Let $\mathcal{P}_\kappa(E)$ is the collection of all subsets of $E$ of cardinality $\le \kappa$, and $[E]^\kappa=\{A: A\subset E, |A|=\kappa\}.$ Then $|\mathcal{P}_\kappa(E)|=|E|^\kappa$ or only $|\mathcal{P}_\kappa(E)|\le|E|^\kappa$?
Thanks for your help.
If $E$ is finite then $\mathcal P_\kappa(E)$ is finite, and has strictly more sets than $[E]^\kappa$, so the cardinality must be different.
If $E$ is infinite then $|\mathcal P_\kappa(E)|\leq|E^\kappa|=|E|^\kappa$, because the function sending $f\in E^\kappa$ to its range is surjective (sans the empty set, but one element is not important in the infinite case anyway). As Proving that for infinite $\kappa$, $|[\kappa]^\lambda|=\kappa^\lambda$ show, $[E]^\kappa$ has cardinality $|E|^\kappa$. Therefore equality ensues.
Note that it is obvious that $\kappa\leq|E|$ otherwise $\mathcal P_\kappa(E)$ is $\mathcal P(E)$, whereas $[E]^\kappa$ is empty.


From the entries below, gather each line containing the word "element".

+++++

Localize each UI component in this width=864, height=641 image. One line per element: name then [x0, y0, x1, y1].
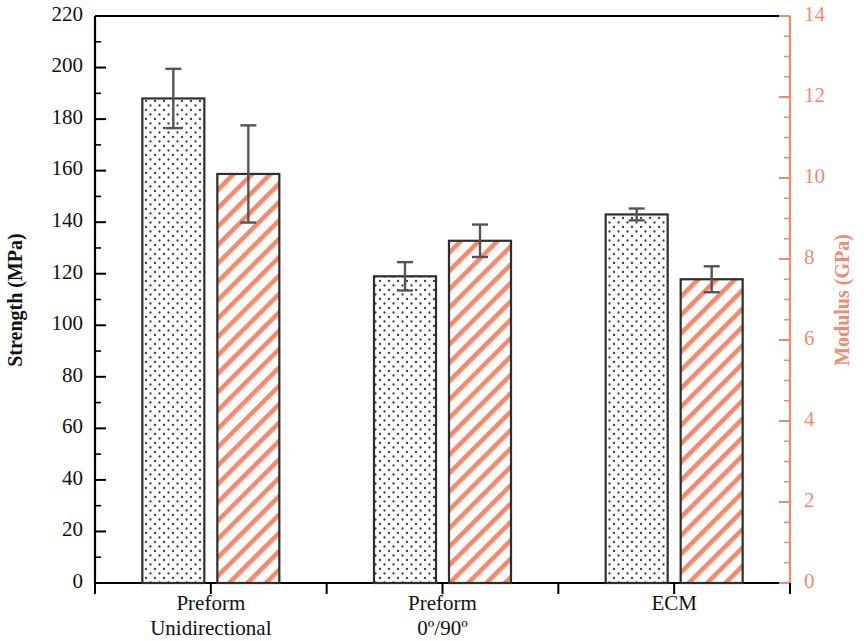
left-tick-label: 20	[62, 517, 83, 541]
right-tick-label: 12	[804, 83, 825, 107]
category-label: Preform0º/90º	[408, 591, 477, 640]
right-tick-label: 6	[804, 326, 815, 350]
left-axis-tick-labels: 020406080100120140160180200220	[52, 2, 84, 593]
x-axis-category-labels: PreformUnidirectionalPreform0º/90ºECM	[150, 591, 697, 640]
bar	[217, 174, 279, 583]
right-tick-label: 2	[804, 488, 815, 512]
bar	[374, 276, 436, 583]
right-tick-label: 8	[804, 245, 815, 269]
bar	[449, 241, 511, 583]
left-tick-label: 120	[52, 260, 84, 284]
bar	[142, 98, 204, 583]
right-tick-label: 10	[804, 164, 825, 188]
left-tick-label: 220	[52, 2, 84, 26]
right-axis-tick-labels: 02468101214	[804, 2, 826, 593]
left-tick-label: 40	[62, 466, 83, 490]
right-tick-label: 14	[804, 2, 826, 26]
right-axis-title: Modulus (GPa)	[831, 234, 854, 366]
category-label: PreformUnidirectional	[150, 591, 271, 640]
category-label: ECM	[651, 591, 697, 615]
left-axis-title: Strength (MPa)	[4, 233, 27, 367]
left-tick-label: 100	[52, 311, 84, 335]
right-tick-label: 0	[804, 569, 815, 593]
left-tick-label: 180	[52, 105, 84, 129]
chart-container: 020406080100120140160180200220 024681012…	[0, 0, 864, 641]
bar-chart: 020406080100120140160180200220 024681012…	[0, 0, 864, 641]
bar	[606, 214, 668, 583]
left-tick-label: 60	[62, 414, 83, 438]
left-tick-label: 140	[52, 208, 84, 232]
left-tick-label: 200	[52, 53, 84, 77]
left-tick-label: 0	[73, 569, 84, 593]
right-tick-label: 4	[804, 407, 815, 431]
left-tick-label: 160	[52, 156, 84, 180]
left-tick-label: 80	[62, 363, 83, 387]
bar	[681, 279, 743, 583]
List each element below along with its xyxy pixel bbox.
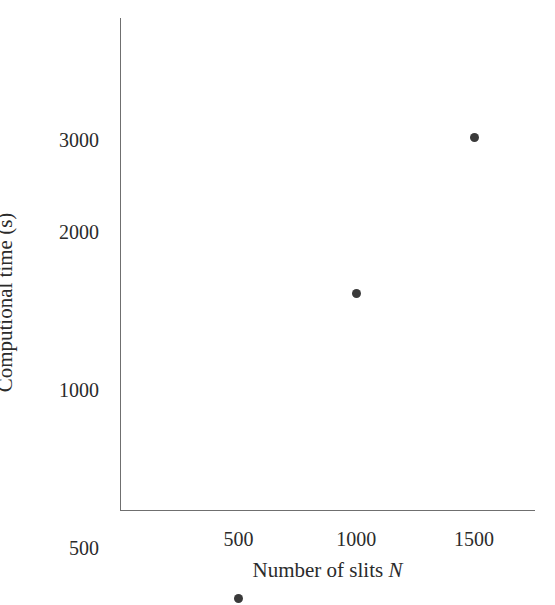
scatter-plot-figure: 500100020003000 50010001500 Number of sl… <box>0 0 555 605</box>
data-point <box>234 594 243 603</box>
x-axis-title-symbol: N <box>388 558 402 582</box>
x-axis-title-text: Number of slits <box>253 558 389 582</box>
data-points-layer <box>0 0 555 605</box>
data-point <box>352 289 361 298</box>
x-axis-title: Number of slits N <box>120 558 535 583</box>
data-point <box>470 133 479 142</box>
y-axis-title: Computional time (s) <box>0 0 40 605</box>
y-axis-title-text: Computional time (s) <box>0 213 48 393</box>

+++++

REPLY –
Localize each UI component in this width=864, height=641 image. One line per element: name then [x0, y0, x1, y1].
List each element below along with its xyxy pixel bbox.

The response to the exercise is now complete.